Releases: rust-lang/regex
Releases · rust-lang/regex
1.0.0
This release marks the 1.0 release of regex.
While this release includes some breaking changes, most users of older versions
of the regex library should be able to migrate to 1.0 by simply bumping the
version number. The important changes are as follows:
- We adopt Rust 1.20 as the new minimum supported version of Rust for regex.
We also tentativley adopt a policy that permits bumping the minimum supported
version of Rust in minor version releases of regex, but no patch releases.
That is, with respect to semver, we do not strictly consider bumping the
minimum version of Rust to be a breaking change, but adopt a conservative
stance as a compromise. - Octal syntax in regular expressions has been disabled by default. This
permits better error messages that inform users that backreferences aren't
available. Octal syntax can be re-enabled via the corresponding option on
RegexBuilder
. (?-u:\B)
is no longer allowed in Unicode regexes since it can match at
invalid UTF-8 code unit boundaries.(?-u:\b)
is still allowed in Unicode
regexes.- The
From<regex_syntax::Error>
impl has been removed. This formally removes
the public dependency onregex-syntax
. - A new feature,
use_std
, has been added and enabled by default. Disabling
the feature will result in a compilation error. In the future, this may
permit us to supportno_std
environments (w/alloc
) in a backwards
compatible way.
For more information and discussion, please see
1.0 release tracking issue.
0.2.7
This release includes a ground-up rewrite of the regex-syntax crate, which has
been in development for over a year.
New features:
- Error messages for invalid regexes have been greatly improved. You get these
automatically; you don't need to do anything. In addition to better
formatting, error messages will now explicitly call out the use of look
around. When regex 1.0 is released, this will happen for backreferences as
well. - Full support for intersection, difference and symmetric difference of
character classes. These can be used via the&&
,--
and~~
binary
operators within classes. - A Unicode Level 1 conformat implementation of
\p{..}
character classes.
Things like\p{scx:Hira}
,\p{age:3.2}
or\p{Changes_When_Casefolded}
now work. All property name and value aliases are supported, and properties
are selected via loose matching. e.g.,\p{Greek}
is the same as
\p{G r E e K}
. - A new
UNICODE.md
document has been added to this repository that
exhaustively documents support for UTS#18. - Empty sub-expressions are now permitted in most places.
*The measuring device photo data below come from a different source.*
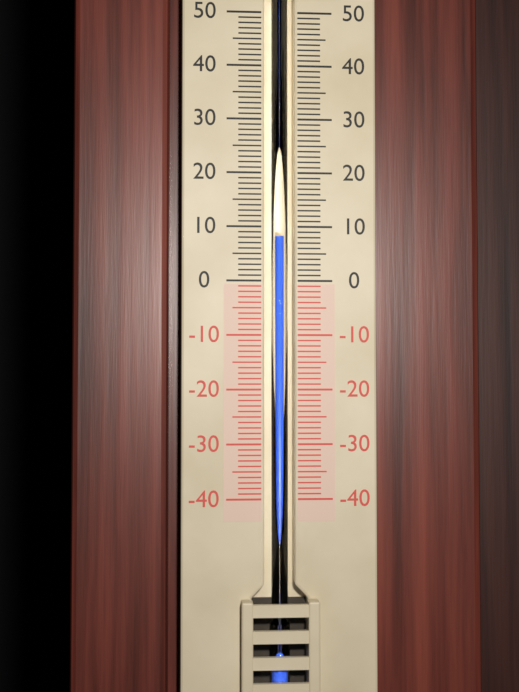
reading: 8 (no unit)
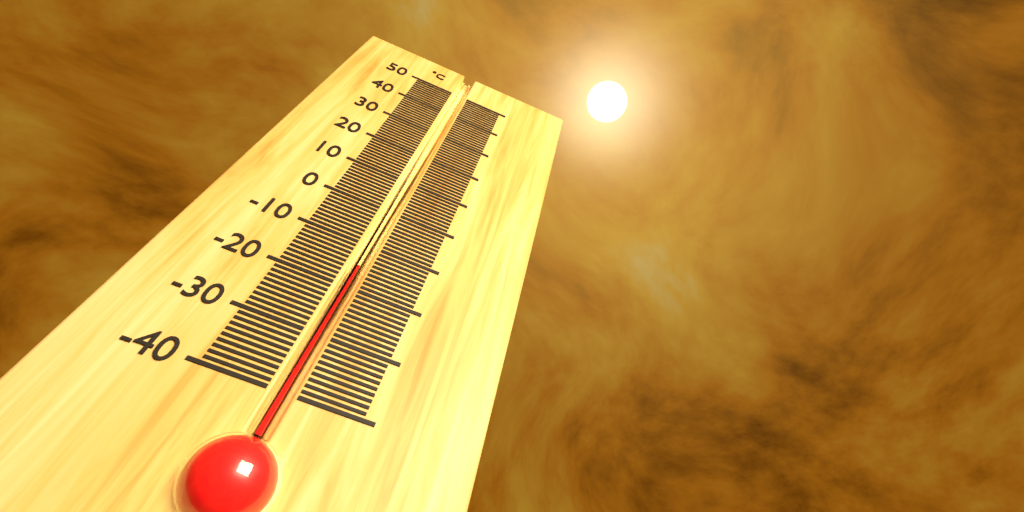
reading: -15 °C
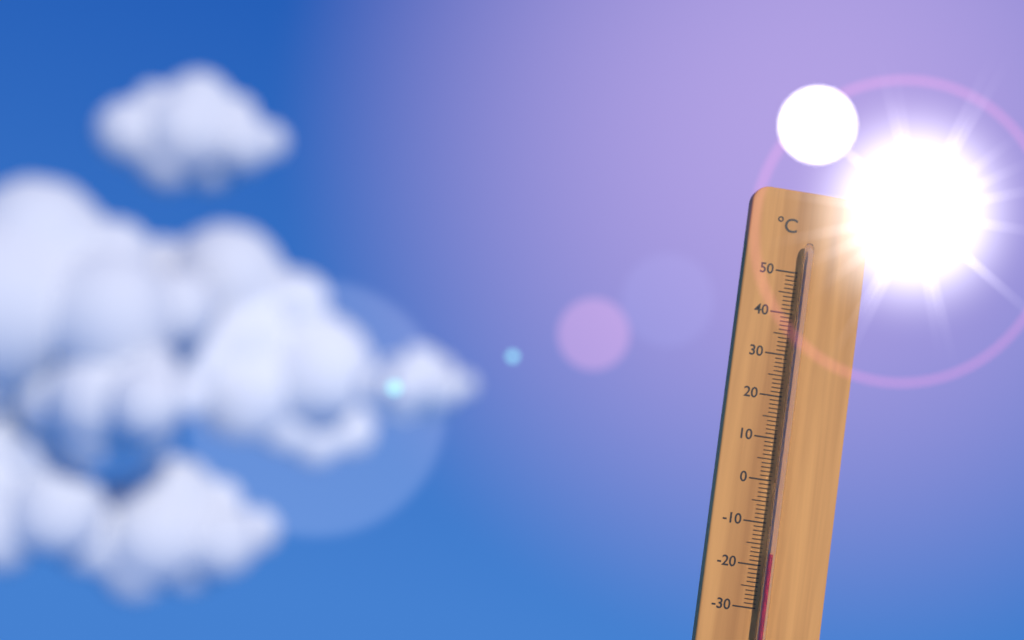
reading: -17 °C
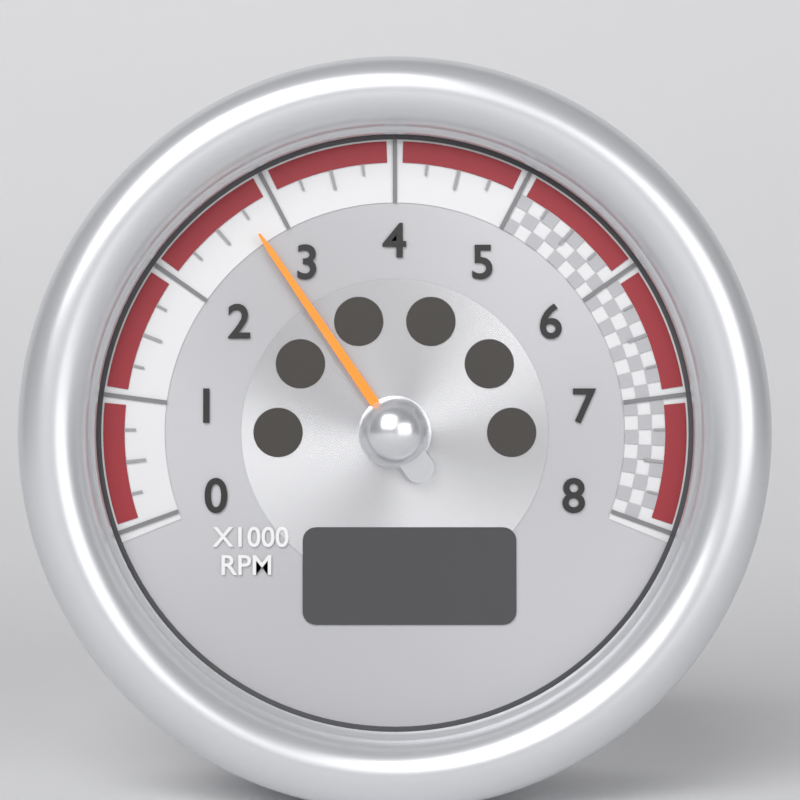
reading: 2.75 x1000 RPM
That is,
()+
is
now a valid regex. - Almost everything in regex-syntax now uses constant stack space, even when
performing anaylsis that requires structural induction. This reduces the risk
of a user provided regular expression causing a stack overflow. - FEATURE #174:
TheAst
type inregex-syntax
now contains span information. - FEATURE #424:
Support\u
,\u{...}
,\U
and\U{...}
syntax for specifying code points
in a regular expression. - FEATURE #449:
Add aReplace::by_ref
adapter for use of a replacer without consuming it.
Bug fixes:
- BUG #446:
We re-enable the Boyer-Moore literal matcher.
0.2.2 (2017-05-21)
New features:
- FEATURE #341:
Support nested character classes and intersection operation.
For example,[\p{Greek}&&\pL]
matches greek letters and
[[0-9]&&[^4]]
matches every decimal digit except4
.
(Much thanks to @robinst, who contributed this awesome feature.)
Bug fixes:
- BUG #321:
Fix bug in literal extraction and UTF-8 decoding. - BUG #326:
Add documentation tip about the(?x)
flag. - BUG #333:
Show additional replacement example using curly braces. - BUG #334:
Fix bug when resolving captures after a match. - BUG #338:
Add example that usesCaptures::get
to API documentation. - BUG #353:
Fix RegexSet bug that caused match failure in some cases. - BUG #354:
Fix panic in parser when(?x)
is used. - BUG #358:
Fix literal optimization bug with RegexSet. - BUG #359:
Fix example code in README. - BUG #365:
Fix bug inrure_captures_len
in the C binding. - BUG #367:
Fix byte class bug that caused a panic.